We use 40 to 50 per production.
We were able to hire eight additional young dancers with the help of the donation from the Stavros Niarchos Foundation.
Our ballet has the hierarchy found in most classical companies.
The dancers are divided into four categories: principal dancers, soloists, coryphées and corps de ballet.
We are linked to a school where children enter the preparatory cycle at the age of 12 and professional ballet lessons at the age of 18.
It has three classes and about fifteen students per class.
Before leaving school, students audition to enter ballet.
It gives about thirty shows every year.
Twenty in three productions at the opera and ten for the alternative scene.
The first creation of the year will be a new
Don Quixote
.
Followed by a cover of
Three Rooms,
a mixed program that entered the repertoire last year with
Petite mort
by Kylian,
Minus 16
by Ohad Naharin and
“Ison” for a child
that I choreographed to music by Giorgos Koumendakis.
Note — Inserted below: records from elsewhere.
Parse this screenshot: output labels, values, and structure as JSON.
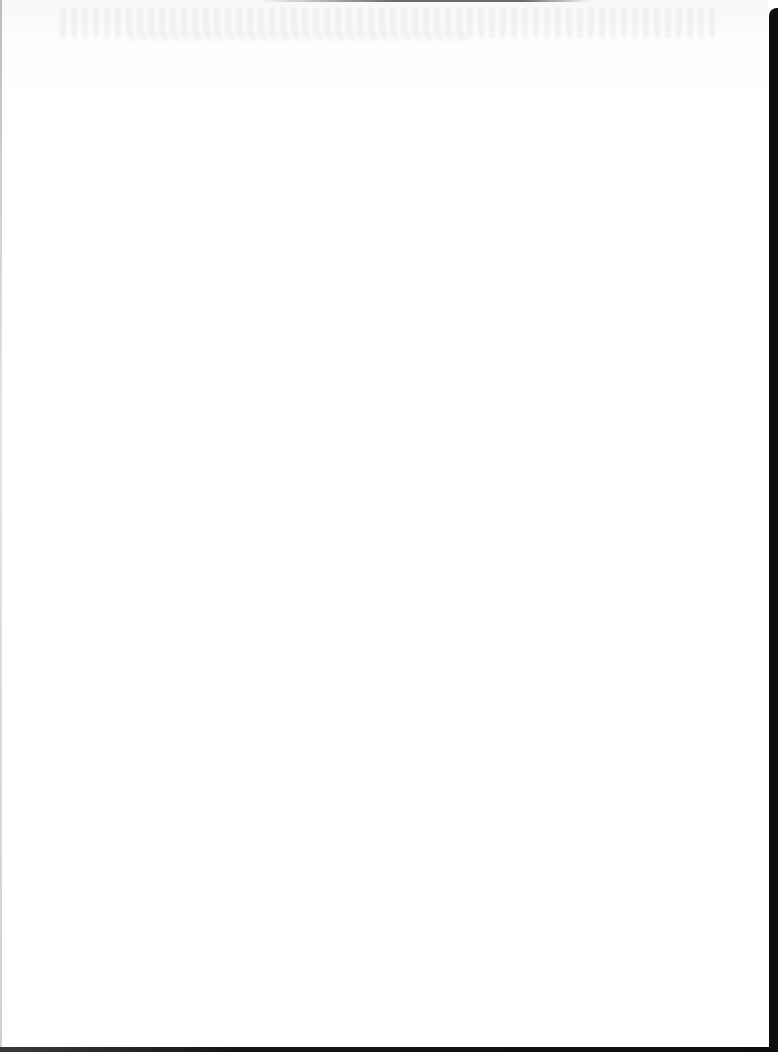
{
  "document": {
    "type": "scanned-page",
    "content": "",
    "colors": {
      "paper": "#ffffff",
      "scan_edge": "#0d0d0d"
    }
  }
}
Another great piece is about to be announced.
The benchmarks you mention are very classic.
Do you yourself define yourself as a classical choreographer?
Not completely.
I trained as a dancer at the National School of Dance in Athens, I work as a choreographer but also as a theater director.
Last year, I staged
Les Cavaliers
d'Aristophane at the Théâtre d'Épidaure.
I was also artistic director of the Dance-Theater of Northern Greece, an integral part of the National Theater of Northern Greece, a center of contemporary dance.
However, the virtuosity of the classical language appeals to me.
I like to push bodies to the limits.
Read also
The incredible renaissance of the Athens Opera
Don Quixote
,
Swan Lake
,
The Nutcracker
are in the Athens repertoire.
How do you treat them?
The new
Don Quixote
which opens the ballet season has been re-edited as closely as possible to the original version of Marius Petipa by Thiago Bordin, a Brazilian choreographer who has danced at the NDT and at Neumeier.
I invited Daniil Simkin and Maia Makhateli to dance it.
It's a way of opening up Athens to the international scene, a concern that matters to me.
Personally, when I take hold of the classics, it's to give them a re-reading.
My Clara is in a European city, prisoner in her glass room.
Her teenage dreams and nightmares play out on stage.
My
lake
has no more water.
I evoke the environmental problems there, but I remain in dialogue with the emblematic parts of the original ballet of Petipa and Ivanov.
What kind of dancers are you looking for?
Most of the company's dancers were already there when I arrived.
I need dancers of classical technique capable of dancing all styles of contemporary dance.
What interests me is to create a language between dance and theatrical performance.
“Don Quixote”, from November 26 to December 31, 2022. “Three Rooms”, from February 15 to 19, 2023.